Abstract

A study of ozone transfer from the stratosphere to the troposphere has been performed during two phases of the evolution of a cutoff low using both ozone vertical profiles and objective analysis of the European Center for Medium range Weather Forecasting to compute potential vorticity distributions and air mass trajectories. Ozone profiles were measured by a ground‐based lidar system at the Observatoire de Haute Provence (OHP)(43°55N, 5°42E) on November 1990. A stratospheric ozone transport into the troposphere has been observed during a tropopause fold which occurred at the beginning of the cutoff low formation. On a timescale of a few days the correlation is rather good between the potential vorticity and the ozone time evolution in the upper part of the tropopause fold, and the ozone to potential vorticity ratio is of the order of 30–40 ppb/PVu (1 PVu = 10−6 K m2 s−1 kg−1) in the tropopause fold. The amount of stratospheric ozone transferred by the folding process is estimated to be 6.5±3.5 1032 molecules d−1, using a trajectory analysis, the potential vorticity distribution along the trajectory path, and temperature radio sounding profiles, in order to estimate the likelihood of the downward transport of ozone.

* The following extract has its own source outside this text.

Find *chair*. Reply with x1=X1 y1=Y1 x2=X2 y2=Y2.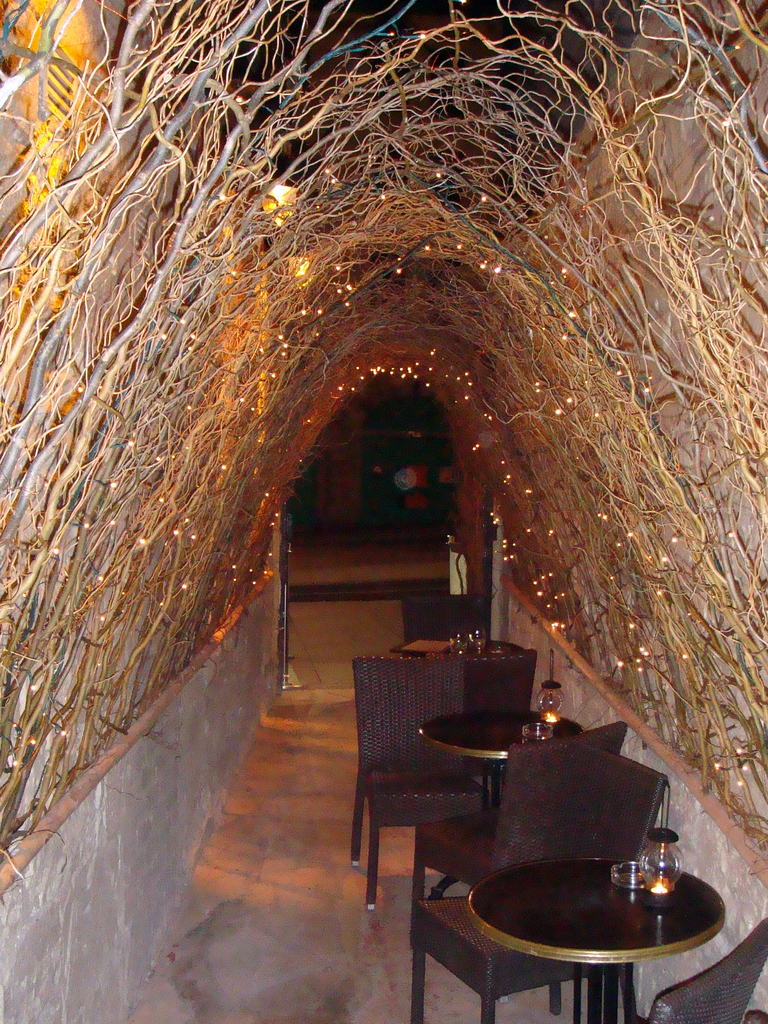
x1=353 y1=655 x2=497 y2=913.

During the erosion phase of the cutoff low, the tropopause definition has been changing, and the stratospheric ozone decrease associated with the cutoff low evolution corresponds to an ozone transport of 4.0±2.0 1032 molecules d−1, which is of the same order of magnitude as the impact of the folding process. The mechanism resulting in the downward flux of ozone can be twofold: a tropopause lifting associated with convective clouds and small‐scale turbulent mixing near the jet stream. None of them can be discarded, due to the large uncertainties for their respective influences, when using the data set available for this study.